The awards, known as BAFTAs , will be scoured for clues to who might triumph at Hollywood’s Academy Awards on Feb. 24, in what’s shaping up as an unpredictable awards season. Colman is up against Glenn Close, who took Screen Actors Guild and Golden Globe awards for “The Wife.” The other best-actress nominees are Lady Gaga for “A Star is Born,” Melissa McCarthy for “Can You Ever Forgive Me?” and Viola Davis for “Widows.”
Best-actor contenders are Bradley Cooper for “A Star is Born,” Christian Bale for “Vice,” Rami Malek for “Bohemian Rhapsody,” Viggo Mortensen for “Green Book” and Steve Coogan for “Stan and Ollie.” Best-picture nominees are “The Favourite,” Roma,” ”A Star is Born” and two very different movies about racism in America: “Green Book” and “BlacKkKlansman.”
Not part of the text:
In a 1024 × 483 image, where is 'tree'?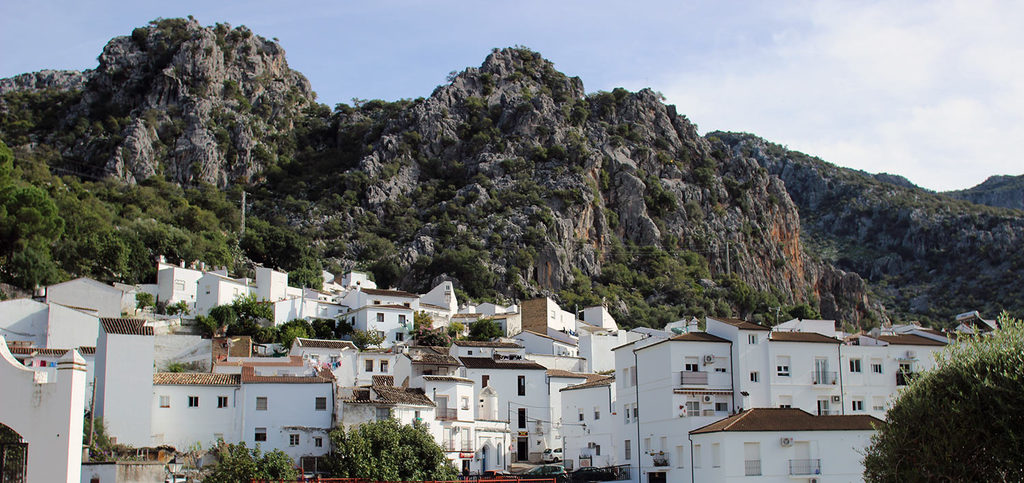
Rect(470, 319, 496, 338).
Nominees for best British film – a separate category – are Channel Islands thriller “Beast,” ”The Favourite,” ”Bohemian Rhapsody,” fashion documentary “McQueen,” Laurel and Hardy biopic “Stan and Ollie” and crime thriller “You Were Never Really Here.”
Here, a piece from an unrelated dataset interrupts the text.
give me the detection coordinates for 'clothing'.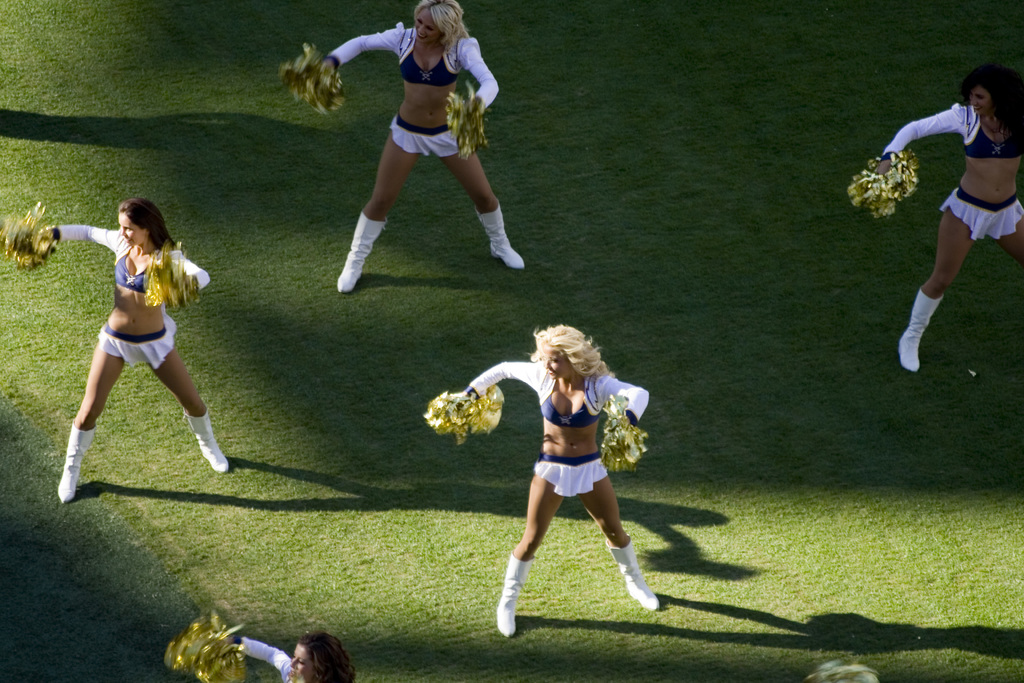
box(330, 24, 502, 110).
The red carpet glamour is unfolding against a backdrop of soul-searching and scandal about abuses in the entertainment industry. Last week, the British academy suspended director Bryan Singer’s nomination as part of the team behind “Bohemian Rhapsody” after four men accused him of sexually assaulting them when they were minors.
BAFTA said the alleged abuse was “completely unacceptable” and incompatible with its values. Singer, who was fired while “Bohemian Rhapsody” was in mid-production in 2017, denies the allegations. The film itself is still nominated.
At last year’s BAFTAs ceremony, many women wore black as a symbol of opposition to harassment, abuse and inequality in the wake of allegations against movie mogul Harvey Weinstein. A British wing of the “Times’s Up” campaign founded last year is vowing to keep the campaign going and to double the number of women in film, on and off screen.
The number of female nominees is up this year, but there has been criticism of the academy’s failure to nominate any female filmmakers in the best-director category. Only one woman has ever won the directing prize, Kathryn Bigelow for “The Hurt Locker” in 2010.